The BBC reports that a decision will be reached no later than 12 May on whether the US will abandon the nuclear deal and reimpose economic sanctions.

“The decision to leave is pretty much made,” a source familiar with the administration's thinking on Iran told CNN. The source said the administration has “positioned itself that way, but it’s keeping an eye on the possibility of staying should the Europeans be able to extract concessions from Iran [or] somehow pull a rabbit out of the hat”.

US and European negotiators are reportedly working around the clock to agree concessions that would help Trump save face and keep the US in the international pact.

In what appears to be a concerted international diplomatic effort to rescue the deal, Macron will be followed on Friday by German Chancellor Angela Merkel. Britain’s Theresa May is expected to speak to the US President by telephone.

The two other co-signatories, Russia and China, are also pressuring Trump to keep the US in the accord.

Engaging in his own high-level lobbying effort, Iran’s Foreign Minister Mohammed Zarif offered supported to Macron but stressed there was no plan B on the deal and it was “either all or nothing”.

Yesterday, a senior Iranian official said Tehran might pull out of a nuclear non-proliferation treaty if the US scrapped the nuclear accord signed in 2015.

In a separate address, Iranian President Hassan Rouhani also warned Trump to stay in the nuclear deal or face “severe consequences”.

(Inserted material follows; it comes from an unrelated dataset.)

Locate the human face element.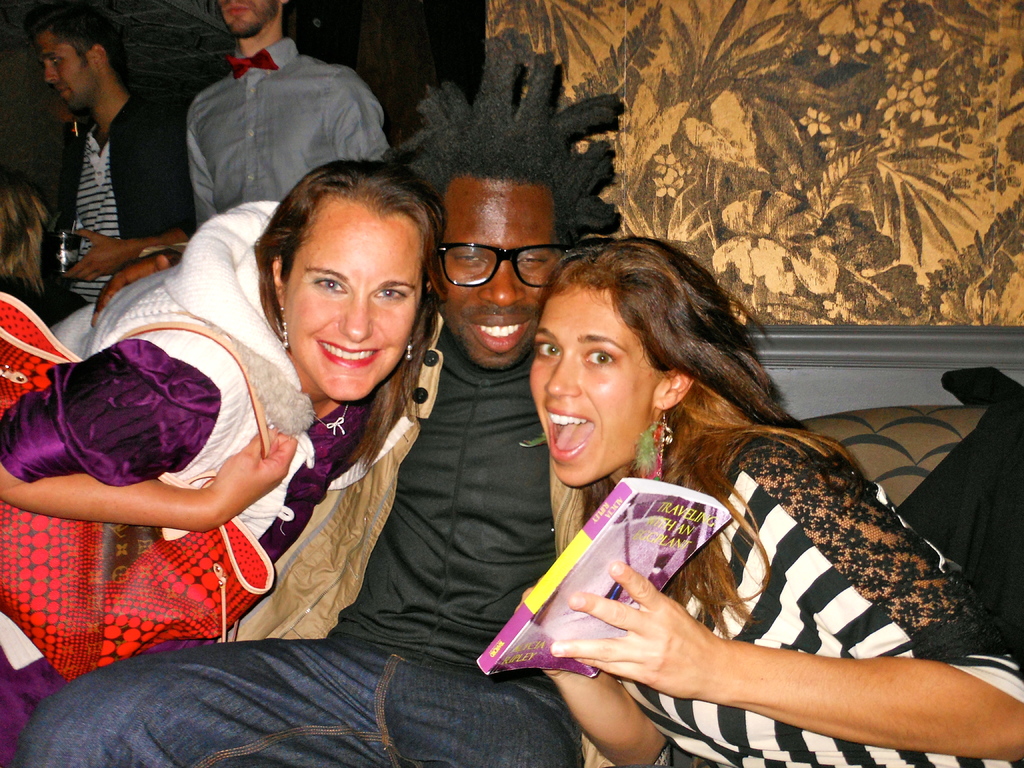
Element bbox: BBox(211, 0, 278, 42).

“I am telling those in the White House that if they do not live up to their commitments... the Iranian government will firmly react,” Rouhani said. Last week, Iran said it was willing to ramp up its nuclear programme if the deal collapses.

Despite the tough rhetoric, CNN says, “it is not clear what Iran would do if the US leaves the deal”. If Iran responds by walking away, it “puts them on a confrontation path with the United States and the Europeans at a time when they’re pretty stretched thin in the region, and in the socioeconomic protests that continue to bubble up throughout the country”, Firas Maksad, director of the Arabia Foundation, told the broadcaster.

One possibility, Maksad said, is that Iran responds with asymmetric attacks targeting US interests in the region: US troops in Iraq, special forces in Syria, diplomats and diplomatic facilities across the Middle East.

Oil hits three-year high on fears of Iranian sanctions

The prospect of new US sanctions has sent the price of oil skyrocketing to a three-and-a-half year high.

Six days of consecutive price rises saw Brent crude jump to more than $75 dollars a barrel for the first time since 2015.

Oil prices have been steadily rising since hitting a low of $40 in early 2016, driven mainly by the decision by the world’s biggest oil producers, including Opec and Russia, to restrict output last year.

A move by the US to withdraw from the Iran deal and reimpose sanctions on the third-biggest oil producer in the Opec cartel “threatens to further tighten global supplies”, says the BBC.